Katharine Lee Bates, writer of "America the Beautiful" most likely had a same sex partner
http://en.wikipedia.org/wiki/Katherine_Lee_Bates
Bates was born in Falmouth, Massachusetts, the daughter of Congregational pastor William Bates and his wife, Cornelia Frances Lee. She graduated from Wellesley High School in 1874 and from Wellesley College with a B.A. in 1880. She taught at Natick High School during 188081 and at Dana High School from 1885 until 1889. She returned to Wellesley as an instructor, then an associate professor 189193 when she was awarded an M.A. and became full professor of English literature. She studied at Oxford University during 189091.[1] While teaching at Wellesley, she was elected a member of the newly formed Pi Gamma Mu honor society for the social sciences because of her interest in history and politics.

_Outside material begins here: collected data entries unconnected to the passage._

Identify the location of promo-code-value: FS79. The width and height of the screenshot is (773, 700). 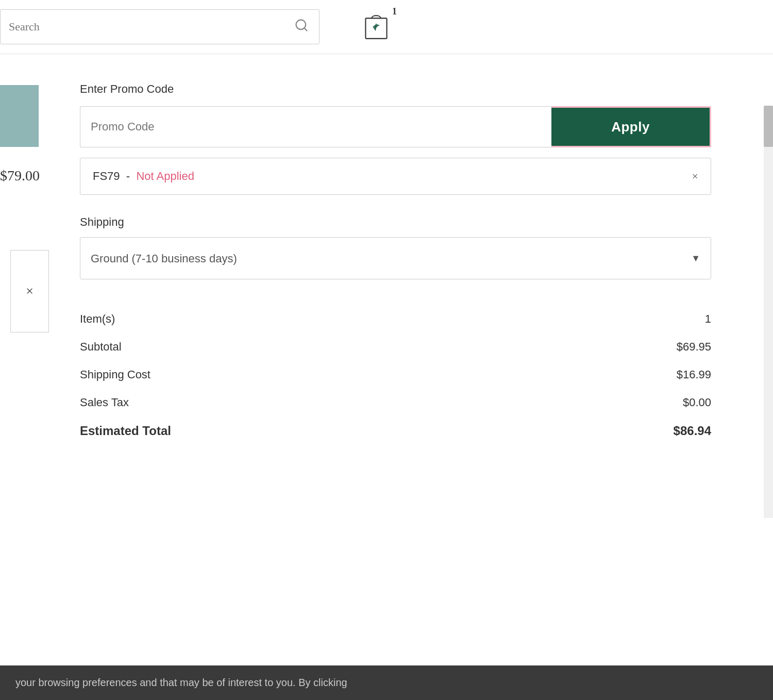
(106, 176).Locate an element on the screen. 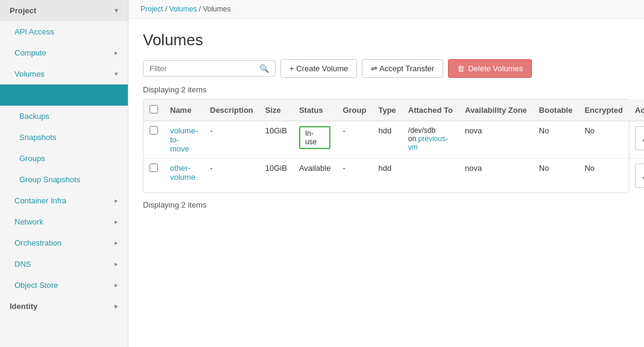 This screenshot has width=644, height=347. sidebar-item-volumes: Volumes is located at coordinates (64, 95).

Bates lived in Wellesley with Katharine Coman, who was a history and political economy teacher and founder of the Wellesley College school Economics department. The pair lived together for twenty-five years until Coman's death in 1915. In 1922, Bates published Yellow Clover: A Book of Remembrance, a collection of poems written "to or about my Friend" Katharine Coman, some of which had been published in Coman's lifetime.[6]
Some describe the couple as intimate lesbian partners,[7] citing as an example Bates' 1891 letter to Coman: "It was never very possible to leave Wellesley [for good], because so many love-anchors held me there, and it seemed least of all possible when I had just found the long-desired way to your dearest heart...Of course I want to come to you, very much as I want to come to Heaven."[8] Many contest the use of the term lesbian to describe such a platonic "Boston marriage", typical of many professional women of their time. Writes one: "We cannot say with certainty what sexual connotations these relationships conveyed. We do know that these relationships were deeply intellectual; they fostered verbal and physical expressions of love."[9]
A lifelong, active Republican, Bates broke with the party to endorse Democratic presidential candidate John W. Davis in 1924 because of Republican opposition to American participation in the League of Nations.[3]